St. Mary Euphrasia
(1796-1868)
After the anti-religious French Revolution was over, a host of religious orders of men and women sprang up in France. Some of these orders were revivals; others were brand-new institutes.
Sister Mary Euphrasia Pelletier was one of the leaders in this spiritual movement. She founded the Sisters of Our Lady of Charity of the Good Shepherd, a community internationally known today for its correctional work with young women.
Rose Virginia Pelletier was a member of a Catholic family of LaVendee, a province in western France that had valiantly but ineffectively withstood the paganizing forces of the French Revolution. As a matter of fact, Rose’s family had even taken flight to an island off the French Atlantic coast during the later years of the Revolutionary government.
When peace was re-established, young Rose was sent to Tours, France, for her education. There she first encountered the Religious of Our Lady of Charity of the Refuge. St. John Eudes had established this order of nuns in 1641 particularly to rescue endangered young women. Attracted by the aims of the “Refugee” community, Rose Virginia joined it, receiving the religious name Maria of St. Euphrasia. Eleven years later, although only 29, she was elected superior of the convent.
In 1829, Mother Euphrasia was persuaded to take charge of a similar convent at Angers. The Angers convent soon promised to blossom into an extensive religious movement. She saw that it would be better for any daughter convents to be governed by one superior. (Thus far, the convents founded in the tradition of St. John Eudes were all independent of each other, and subject to the local bishop.) In 1835, the pope approved the proposal for centralization proposed by Mother Pelletier. Experience quickly proved the wisdom of this central governance. During her term as superior general, 110 foundations were initiated, several of them in the United States. Today the community counts over 600 convents and over 7,000 nuns throughout the world.
The scope of the order’s work is to guide young women; and the sisters’ basic principle is the worth of the individual person. They keep up to date in the scientific and psychological aspects of this apostolate. To the regular three vows of poverty, charity, and obedience, they add a fourth: ever to seek the salvation of souls.
One very interesting aspect of Mother Euphrasia’s planning was the establishment of the Sisters Magdalens. This is a contemplative group officially affiliated since 1950 with the Good Shepherd sisterhood. Its membership was drawn originally from young women who had reformed their wayward lives and chosen to spend the rest of their years making reparation. In 1964, they were renamed “Contemplatives of the Cross.”
The success of St. Mary Euphrasia was purchased at a high cost. Because of her advocacy of centralization, she was accused by many of being greedy for power. These attacks she bore with heroic patience. “Having brought to birth all our young sisters in the Cross,” she once observed, “I love them more than life itself. And the root of that love is in God and in the knowledge of my own unworthiness.”
Like the work of Mother Teresa of Calcutta among the “poorest of the poor,” the project of Mother Euphrasia was quickly hailed as fulfilling a definite current need. Mother Mary Euphrasia was beatified in 1933 and canonized in 1940.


## ASSIGNED TASK
Please copy the data exactly as it stands, minus the images.

Data tied to figure images:

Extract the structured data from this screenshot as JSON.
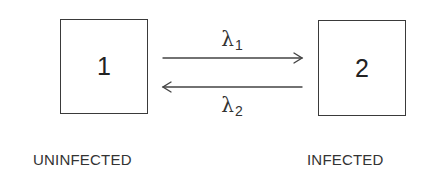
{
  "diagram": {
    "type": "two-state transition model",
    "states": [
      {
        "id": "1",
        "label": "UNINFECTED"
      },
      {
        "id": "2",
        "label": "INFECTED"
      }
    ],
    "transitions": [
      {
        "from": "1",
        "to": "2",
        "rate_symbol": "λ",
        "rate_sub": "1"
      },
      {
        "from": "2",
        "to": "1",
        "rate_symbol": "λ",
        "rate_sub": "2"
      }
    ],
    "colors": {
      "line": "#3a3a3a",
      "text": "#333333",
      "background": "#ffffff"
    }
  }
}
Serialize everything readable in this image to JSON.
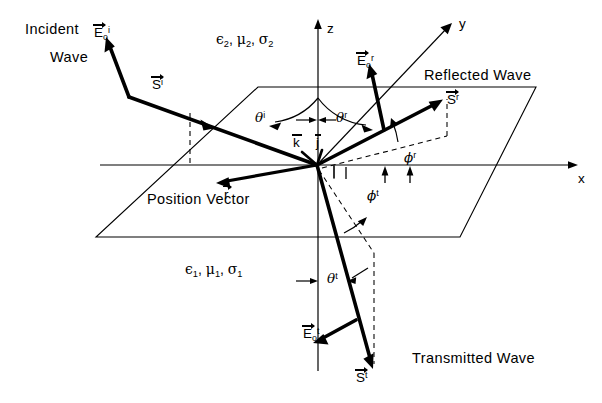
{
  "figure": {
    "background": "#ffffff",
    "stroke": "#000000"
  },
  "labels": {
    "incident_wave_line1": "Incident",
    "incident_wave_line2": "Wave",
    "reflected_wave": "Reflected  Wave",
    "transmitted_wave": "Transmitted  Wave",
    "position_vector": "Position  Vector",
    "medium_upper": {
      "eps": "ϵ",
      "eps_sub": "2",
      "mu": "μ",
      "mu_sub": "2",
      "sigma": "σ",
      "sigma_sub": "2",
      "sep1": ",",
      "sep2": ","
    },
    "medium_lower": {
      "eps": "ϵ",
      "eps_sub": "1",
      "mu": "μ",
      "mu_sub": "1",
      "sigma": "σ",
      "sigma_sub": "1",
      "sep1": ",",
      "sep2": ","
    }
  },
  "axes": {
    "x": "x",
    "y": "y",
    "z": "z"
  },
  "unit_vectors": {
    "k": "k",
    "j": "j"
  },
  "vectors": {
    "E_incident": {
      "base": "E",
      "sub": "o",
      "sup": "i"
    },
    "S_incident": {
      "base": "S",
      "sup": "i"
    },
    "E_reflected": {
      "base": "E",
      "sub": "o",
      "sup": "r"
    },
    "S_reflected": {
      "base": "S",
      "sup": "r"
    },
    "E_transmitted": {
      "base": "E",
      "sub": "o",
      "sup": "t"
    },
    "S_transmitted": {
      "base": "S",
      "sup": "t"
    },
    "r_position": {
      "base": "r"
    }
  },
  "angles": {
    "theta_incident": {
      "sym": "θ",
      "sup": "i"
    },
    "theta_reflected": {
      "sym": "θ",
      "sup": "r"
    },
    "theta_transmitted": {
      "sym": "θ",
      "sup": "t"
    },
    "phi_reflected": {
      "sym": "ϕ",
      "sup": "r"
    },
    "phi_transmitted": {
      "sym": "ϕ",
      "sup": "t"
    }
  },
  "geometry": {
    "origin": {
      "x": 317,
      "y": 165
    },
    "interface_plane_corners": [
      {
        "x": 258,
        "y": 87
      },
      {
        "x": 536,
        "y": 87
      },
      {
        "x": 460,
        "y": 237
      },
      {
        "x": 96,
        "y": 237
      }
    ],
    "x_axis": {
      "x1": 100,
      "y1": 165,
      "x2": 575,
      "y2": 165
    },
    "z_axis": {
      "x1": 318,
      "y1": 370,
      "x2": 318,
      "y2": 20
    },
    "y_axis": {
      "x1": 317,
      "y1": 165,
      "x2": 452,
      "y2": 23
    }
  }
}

## WRITTEN RESPONSE
Extract the structured data from this screenshot as JSON.
{
  "diagram": {
    "type": "two-state transition model",
    "states": [
      {
        "id": "1",
        "label": "UNINFECTED"
      },
      {
        "id": "2",
        "label": "INFECTED"
      }
    ],
    "transitions": [
      {
        "from": "1",
        "to": "2",
        "rate_symbol": "λ",
        "rate_sub": "1"
      },
      {
        "from": "2",
        "to": "1",
        "rate_symbol": "λ",
        "rate_sub": "2"
      }
    ],
    "colors": {
      "line": "#3a3a3a",
      "text": "#333333",
      "background": "#ffffff"
    }
  }
}
Serialize everything readable in this image to JSON.
{
  "figure": {
    "background": "#ffffff",
    "stroke": "#000000"
  },
  "labels": {
    "incident_wave_line1": "Incident",
    "incident_wave_line2": "Wave",
    "reflected_wave": "Reflected  Wave",
    "transmitted_wave": "Transmitted  Wave",
    "position_vector": "Position  Vector",
    "medium_upper": {
      "eps": "ϵ",
      "eps_sub": "2",
      "mu": "μ",
      "mu_sub": "2",
      "sigma": "σ",
      "sigma_sub": "2",
      "sep1": ",",
      "sep2": ","
    },
    "medium_lower": {
      "eps": "ϵ",
      "eps_sub": "1",
      "mu": "μ",
      "mu_sub": "1",
      "sigma": "σ",
      "sigma_sub": "1",
      "sep1": ",",
      "sep2": ","
    }
  },
  "axes": {
    "x": "x",
    "y": "y",
    "z": "z"
  },
  "unit_vectors": {
    "k": "k",
    "j": "j"
  },
  "vectors": {
    "E_incident": {
      "base": "E",
      "sub": "o",
      "sup": "i"
    },
    "S_incident": {
      "base": "S",
      "sup": "i"
    },
    "E_reflected": {
      "base": "E",
      "sub": "o",
      "sup": "r"
    },
    "S_reflected": {
      "base": "S",
      "sup": "r"
    },
    "E_transmitted": {
      "base": "E",
      "sub": "o",
      "sup": "t"
    },
    "S_transmitted": {
      "base": "S",
      "sup": "t"
    },
    "r_position": {
      "base": "r"
    }
  },
  "angles": {
    "theta_incident": {
      "sym": "θ",
      "sup": "i"
    },
    "theta_reflected": {
      "sym": "θ",
      "sup": "r"
    },
    "theta_transmitted": {
      "sym": "θ",
      "sup": "t"
    },
    "phi_reflected": {
      "sym": "ϕ",
      "sup": "r"
    },
    "phi_transmitted": {
      "sym": "ϕ",
      "sup": "t"
    }
  },
  "geometry": {
    "origin": {
      "x": 317,
      "y": 165
    },
    "interface_plane_corners": [
      {
        "x": 258,
        "y": 87
      },
      {
        "x": 536,
        "y": 87
      },
      {
        "x": 460,
        "y": 237
      },
      {
        "x": 96,
        "y": 237
      }
    ],
    "x_axis": {
      "x1": 100,
      "y1": 165,
      "x2": 575,
      "y2": 165
    },
    "z_axis": {
      "x1": 318,
      "y1": 370,
      "x2": 318,
      "y2": 20
    },
    "y_axis": {
      "x1": 317,
      "y1": 165,
      "x2": 452,
      "y2": 23
    }
  }
}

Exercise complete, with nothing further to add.